The sentence was close to what Hoffman agreed to in a plea bargain two months ago.
Rather than jail time, Justice Thomas Graham said he wanted Hoffman working for the jail, out in the community, where people could see him.
"I don't feel that jail is much of a punishment, where you can sit around playing cards and watching TV," Graham said.
Hoffman will be required to lecture twice a year on teacher ethics at a teacher's college. Graham said he wanted future teachers to learn from Hoffman's mistakes.
He will also be required to undergo sexual abuse counseling, even though it was not part of the plea agreement and the probation department pre-sentence investigation found he is highly unlikely to commit sexual abuse in the future.
Hoffman, in pleading guilty in May, did not admit to sexual relations with the girl.
When given a chance to speak prior to sentencing by Graham, Hoffman declined.
The victim's mother did speak and she accused Hoffman of destroying her relationship with her daughter.
"She won't even talk with me anymore," the mother said. "You filled her head full of lies. You told her I didn't care about her or understand her. How was I supposed to compete with that?"
Hoffman is accused of taking the girl shopping and sending her numerous text-messages.
Her friends are said to have alerted her mother about the relationship with Hoffman, whose wife gave birth to a little girl within the past year.

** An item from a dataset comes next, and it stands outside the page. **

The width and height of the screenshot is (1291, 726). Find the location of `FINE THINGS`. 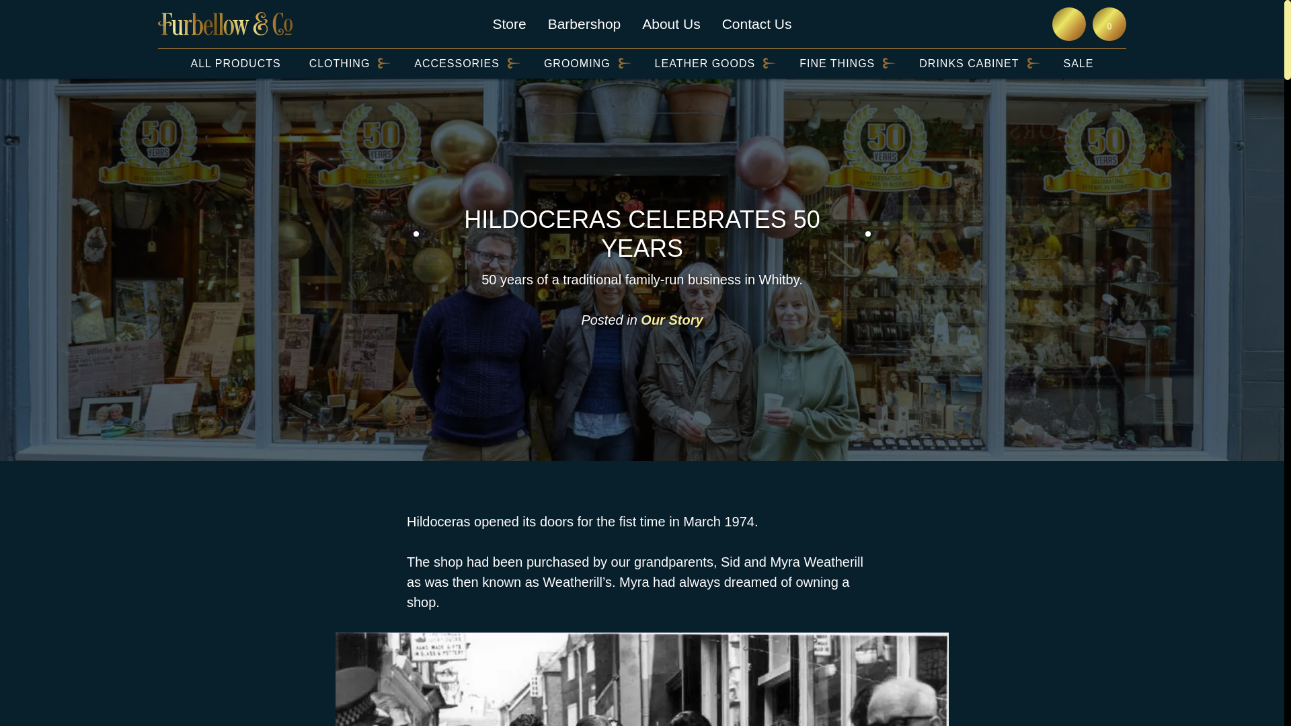

FINE THINGS is located at coordinates (836, 63).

But both her mother and Assistant District Attorney Kevin Finnell describe a situation in which the girl is no longer able to attend school, that she's been robbed of her senior year, because some at the school have apparently taken Hoffman's side.
Twenty years from now when Oakfield-Alabama holds its reunion, this is going to be what she thinks about," Finnell said. "Her 20th reunion, her 30th reunion, her 50th reunion, if she even attends. It's always going to be there, what he's done to her."

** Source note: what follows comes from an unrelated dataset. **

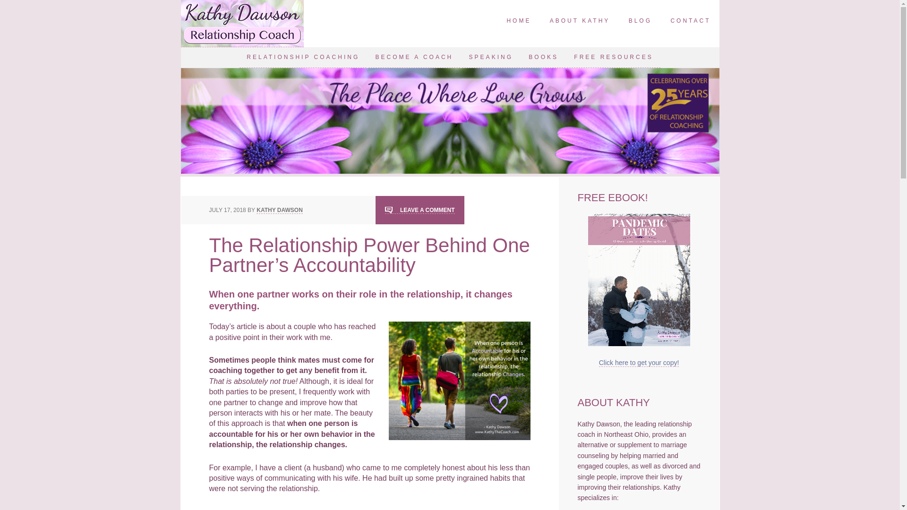 Image resolution: width=907 pixels, height=510 pixels. What do you see at coordinates (519, 21) in the screenshot?
I see `HOME` at bounding box center [519, 21].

If not for people coming forward and alerting her parents, Finnell said, the situation was "just a whisper away" from becoming something more serious.

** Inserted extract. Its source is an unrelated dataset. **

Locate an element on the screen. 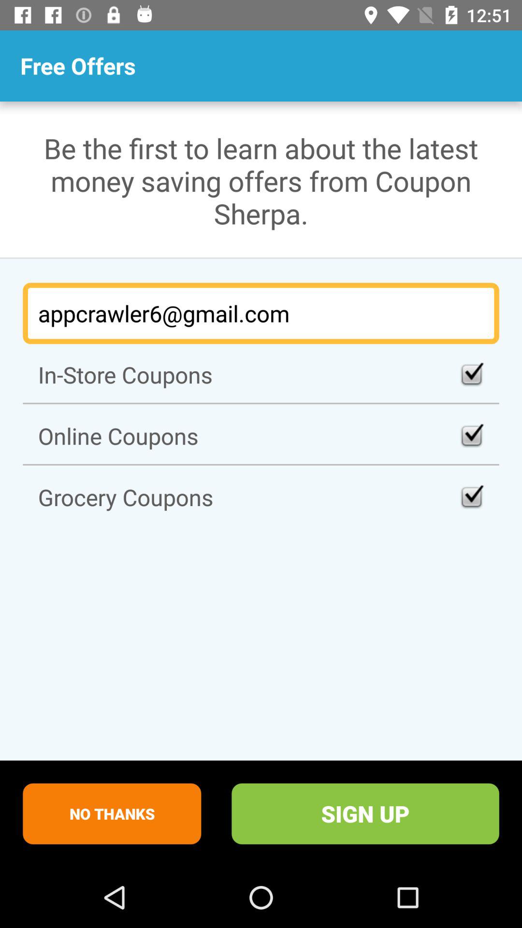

Attorney Thomas D. Calandra said that in giving up his teaching credentials, Hoffman, who has no prior criminal record, will suffer punishment enough.
"He has master's degree in music that is probably of little use to him now and in the future," Calandra said.
Calandra reported that Hoffman completed three different sexual offender tests for the probation department, and in all of them he scored only one or two points (one test out of a possible 12 and another out of a possible 54).
"He's absolutely no danger to the community," Calandra said.
Graham said it was a very tough case to decide.
"You were given a position of trust," Graham said. "An educator has an extremely high level of responsibility and trust. You hurt the victim, the victim's parents, the victim's family, your wife, your daughter, your family and her family. That bond of trust was broken by you."
But, Graham noted, Hoffman has a lot going for him -- the love of his wife and support of his family, including his in-laws (his father-in-law nodded vigorously as Graham spoke).
"I can only hope that everyone can heal," Graham said. "Something that you will understand with your Christian background, Mr. Hoffman, someday you will be judged by a higher authority other than myself."